[cfe-commits] r132661 - /cfe/trunk/test/SemaCXX/generalized-initializers.cpp

Sebastian Redl sebastian.redl at getdesigned.at
Sun Jun 5 06:48:03 PDT 2011


On 05.06.2011, at 15:03, Johannes Schaub (litb) wrote:

> Sebastian Redl wrote:
> 
>> Author: cornedbee
>> Date: Sun Jun  5 07:23:08 2011
>> New Revision: 132661
>> 
>> URL: http://llvm.org/viewvc/llvm-project?rev=132661&view=rev
>> Log:
>> Expand on braced init list tests.
>> 
> ...
>> namespace objects {
>> 
>> +  template <int N>
>>   struct A {
>> -    A();
>> -    A(int, double);
>> -    A(int, int);
>> -    A(std::initializer_list<int>);
>> -
>> -    int operator[](A);
>> +    A() { static_assert(N == 0, ""); }
>> +    A(int, double) { static_assert(N == 1, ""); }
>> +    A(int, int) { static_assert(N == 2, ""); }
>> +    A(std::initializer_list<int>) { static_assert(N == 3, ""); }
>>   };
>> 
>>   void initialization() {
> ...
>> +    { A<0> a{}; }
>> +    { A<0> a = {}; }
>> +    { A<1> a{1, 1.0}; }
>> +    { A<1> a = {1, 1.0}; }
>> +    { A<3> a{1, 2, 3, 4, 5, 6, 7, 8}; }
>> +    { A<3> a = {1, 2, 3, 4, 5, 6, 7, 8}; }
>> +    { A<3> a{1, 2, 3, 4, 5, 6, 7, 8}; }
>> +    { A<3> a{1, 2}; }
> 
> This looks incorrect to me. All constructs, except the first two (which does 
> value-initialization and use the first constructor), use the last 
> constructor (the initializer list constructor). 

But you can't create a std::initializer_list<int> from the init list {1, 1.0} because there's a narrowing conversion (double -> int) in there.

Hm, the standard isn't clear there IMO, because it doesn't say if the last constructor is viable for the init list {1, 1.0}. 13.3.2p3 requires that there is an implicit conversion sequence.  The special case for initializer lists (since they aren't expressions) is in 13.3.3.5.1p2. There it says that the conversion sequence is the worst sequence required to convert any element of the init list to the std::initializer_list element type. The worst sequence here is the double->int, which is a narrowing conversion and thus not allowed for initializer lists. I believe that this means that the function is not viable, not that this is an error.

Look at this example:

struct A {
  A(std::initializer_list<int>);
  A(std::initializer_list<double>);
};

A a{1, 1.5, 2, 2.5, 3, 3.5 };

I would expect this to work, without me having to rewrite every integer in there with a .0 part attached. However, let's look at it:
the il<double> constructor, for its worst conversion, has the int->double conversion. Since the values converted are constant expressions and round-trip correctly, this is not a narrowing conversion. It is still, however, of Conversion rank.
The il<int> constructor has  the narrowing conversion double->int, which is also of Conversion rank. If this constructor is also viable, the call is ambiguous. I'm not sure if this is a good thing.

But I just realized there's another problem. If narrowing conversions make a call not viable, overload resolution would have to look at the constant-expression-ness and values of the arguments. That might just be unsolvable.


◆ TRY IT ◆
Search the material for the string "content" and copy each line where it occurs.

◆ MATERIAL PROVIDED ◆
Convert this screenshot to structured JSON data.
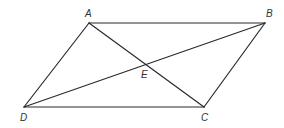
{
  "diagram": {
    "type": "parallelogram-with-diagonals",
    "colors": {
      "stroke": "#2a2a2a",
      "label": "#333333",
      "background": "#ffffff"
    },
    "points": {
      "A": {
        "label": "A",
        "x": 89,
        "y": 23,
        "lx": 85,
        "ly": 17
      },
      "B": {
        "label": "B",
        "x": 265,
        "y": 23,
        "lx": 266,
        "ly": 17
      },
      "C": {
        "label": "C",
        "x": 204,
        "y": 107,
        "lx": 201,
        "ly": 121
      },
      "D": {
        "label": "D",
        "x": 24,
        "y": 107,
        "lx": 20,
        "ly": 121
      },
      "E": {
        "label": "E",
        "x": 146.5,
        "y": 65,
        "lx": 141,
        "ly": 78
      }
    },
    "segments": [
      {
        "name": "AB",
        "from": "A",
        "to": "B"
      },
      {
        "name": "BC",
        "from": "B",
        "to": "C"
      },
      {
        "name": "CD",
        "from": "C",
        "to": "D"
      },
      {
        "name": "DA",
        "from": "D",
        "to": "A"
      },
      {
        "name": "AC",
        "from": "A",
        "to": "C"
      },
      {
        "name": "DB",
        "from": "D",
        "to": "B"
      }
    ]
  }
}
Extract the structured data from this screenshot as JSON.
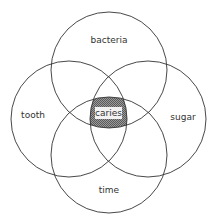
{
  "diagram": {
    "type": "venn",
    "sets": [
      {
        "id": "bacteria",
        "label": "bacteria"
      },
      {
        "id": "tooth",
        "label": "tooth"
      },
      {
        "id": "sugar",
        "label": "sugar"
      },
      {
        "id": "time",
        "label": "time"
      }
    ],
    "intersection": {
      "label": "caries",
      "sets": [
        "bacteria",
        "tooth",
        "sugar",
        "time"
      ],
      "fill": "hatched"
    },
    "colors": {
      "stroke": "#333333",
      "hatch": "#555555",
      "background": "#ffffff"
    }
  }
}
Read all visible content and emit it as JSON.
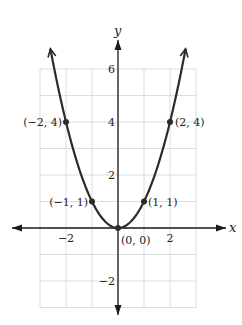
{
  "chart_data": {
    "type": "line",
    "title": "",
    "function": "y = x^2",
    "xlabel": "x",
    "ylabel": "y",
    "xlim": [
      -3,
      3
    ],
    "ylim": [
      -3,
      6
    ],
    "grid": true,
    "x_ticks": [
      {
        "value": -2,
        "label": "−2"
      },
      {
        "value": 2,
        "label": "2"
      }
    ],
    "y_ticks": [
      {
        "value": 6,
        "label": "6"
      },
      {
        "value": 4,
        "label": "4"
      },
      {
        "value": 2,
        "label": "2"
      },
      {
        "value": -2,
        "label": "−2"
      }
    ],
    "curve_x_range": [
      -2.6,
      2.6
    ],
    "points": [
      {
        "x": -2,
        "y": 4,
        "label": "(−2, 4)"
      },
      {
        "x": -1,
        "y": 1,
        "label": "(−1, 1)"
      },
      {
        "x": 0,
        "y": 0,
        "label": "(0, 0)"
      },
      {
        "x": 1,
        "y": 1,
        "label": "(1, 1)"
      },
      {
        "x": 2,
        "y": 4,
        "label": "(2, 4)"
      }
    ],
    "colors": {
      "curve": "#2b2b2b",
      "grid": "#d4d4d4",
      "axis": "#1a1a1a"
    }
  }
}
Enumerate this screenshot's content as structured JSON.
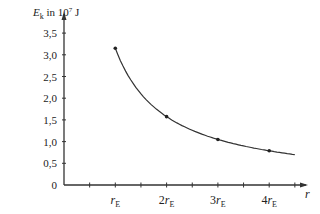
{
  "chart_data": {
    "type": "line",
    "title": "",
    "ylabel": "E_k in 10^7 J",
    "ylabel_parts": {
      "symbol": "E",
      "sub": "k",
      "text": " in 10",
      "sup": "7",
      "unit": " J"
    },
    "xlabel": "r",
    "ylim": [
      0,
      3.5
    ],
    "yticks": [
      "0",
      "0,5",
      "1,0",
      "1,5",
      "2,0",
      "2,5",
      "3,0",
      "3,5"
    ],
    "xtick_labels": [
      {
        "coef": "",
        "sym": "r",
        "sub": "E",
        "x": 1
      },
      {
        "coef": "2",
        "sym": "r",
        "sub": "E",
        "x": 2
      },
      {
        "coef": "3",
        "sym": "r",
        "sub": "E",
        "x": 3
      },
      {
        "coef": "4",
        "sym": "r",
        "sub": "E",
        "x": 4
      }
    ],
    "x_minor_ticks": [
      0.5,
      1,
      1.5,
      2,
      2.5,
      3,
      3.5,
      4,
      4.5
    ],
    "points": [
      {
        "x": 1,
        "y": 3.15
      },
      {
        "x": 2,
        "y": 1.575
      },
      {
        "x": 3,
        "y": 1.05
      },
      {
        "x": 4,
        "y": 0.79
      }
    ],
    "curve": "E_k proportional to 1/r, from r = rE to r ≈ 4.5 rE",
    "grid": false,
    "legend": null
  }
}
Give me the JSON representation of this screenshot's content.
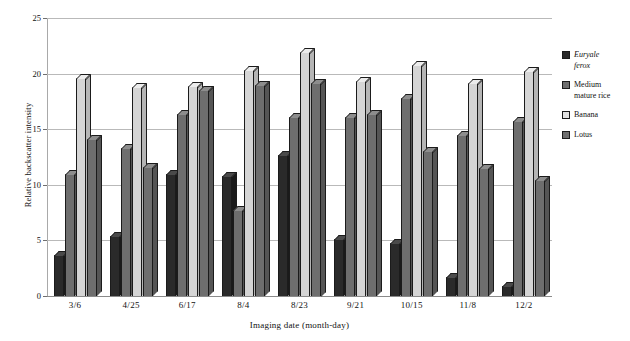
{
  "chart_data": {
    "type": "bar",
    "title": "",
    "subtitle": "",
    "xlabel": "Imaging date (month-day)",
    "ylabel": "Relative backscatter intensity",
    "categories": [
      "3/6",
      "4/25",
      "6/17",
      "8/4",
      "8/23",
      "9/21",
      "10/15",
      "11/8",
      "12/2"
    ],
    "ylim": [
      0,
      25
    ],
    "yticks": [
      0,
      5,
      10,
      15,
      20,
      25
    ],
    "ytick_labels": [
      "0",
      "5",
      "10",
      "15",
      "20",
      "25"
    ],
    "grid": true,
    "grid_axis": "y",
    "legend_position": "right",
    "style": "3d-grouped-bars-grayscale",
    "series": [
      {
        "name": "Euryale ferox",
        "italic": true,
        "color": "#2a2a2a",
        "values": [
          3.7,
          5.4,
          11.0,
          10.8,
          12.7,
          5.1,
          4.8,
          1.7,
          0.9
        ]
      },
      {
        "name": "Medium mature rice",
        "italic": false,
        "color": "#6e6e6e",
        "values": [
          11.0,
          13.3,
          16.4,
          7.7,
          16.1,
          16.1,
          17.8,
          14.5,
          15.7
        ]
      },
      {
        "name": "Banana",
        "italic": false,
        "color": "#e2e2e2",
        "values": [
          19.6,
          18.8,
          18.9,
          20.3,
          21.9,
          19.3,
          20.8,
          19.2,
          20.2
        ]
      },
      {
        "name": "Lotus",
        "italic": false,
        "color": "#6e6e6e",
        "values": [
          14.1,
          11.6,
          18.5,
          19.0,
          19.2,
          16.4,
          13.0,
          11.5,
          10.4
        ]
      }
    ]
  },
  "legend": {
    "items": [
      {
        "label_line1": "Euryale",
        "label_line2": "ferox",
        "italic": true
      },
      {
        "label_line1": "Medium",
        "label_line2": "mature rice",
        "italic": false
      },
      {
        "label_line1": "Banana",
        "label_line2": "",
        "italic": false
      },
      {
        "label_line1": "Lotus",
        "label_line2": "",
        "italic": false
      }
    ]
  }
}
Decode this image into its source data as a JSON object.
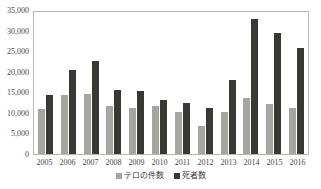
{
  "chart_data": {
    "type": "bar",
    "title": "",
    "xlabel": "",
    "ylabel": "",
    "ylim": [
      0,
      35000
    ],
    "ytick_step": 5000,
    "ytick_labels": [
      "35,000",
      "30,000",
      "25,000",
      "20,000",
      "15,000",
      "10,000",
      "5,000",
      "0"
    ],
    "ytick_values": [
      35000,
      30000,
      25000,
      20000,
      15000,
      10000,
      5000,
      0
    ],
    "grid": false,
    "legend_position": "bottom",
    "categories": [
      "2005",
      "2006",
      "2007",
      "2008",
      "2009",
      "2010",
      "2011",
      "2012",
      "2013",
      "2014",
      "2015",
      "2016"
    ],
    "series": [
      {
        "name": "テロの件数",
        "color": "#a6a5a0",
        "values": [
          11000,
          14300,
          14500,
          11700,
          11100,
          11600,
          10300,
          6800,
          10100,
          13500,
          12200,
          11200
        ]
      },
      {
        "name": "死者数",
        "color": "#3a3833",
        "values": [
          14400,
          20500,
          22700,
          15600,
          15200,
          13200,
          12500,
          11200,
          18100,
          32900,
          29500,
          25700
        ]
      }
    ]
  },
  "legend": {
    "items": [
      {
        "label": "テロの件数",
        "color": "#a6a5a0"
      },
      {
        "label": "死者数",
        "color": "#3a3833"
      }
    ]
  },
  "colors": {
    "incidents": "#a6a5a0",
    "deaths": "#3a3833",
    "axis": "#b9b7b2",
    "text": "#4a4843",
    "background": "#ffffff"
  }
}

◆ SOLUTION FOR THIS PROBLEM ◆
Read all visible content and emit it as JSON.
Enumerate this screenshot's content as structured JSON.
Give me the JSON representation of this screenshot's content.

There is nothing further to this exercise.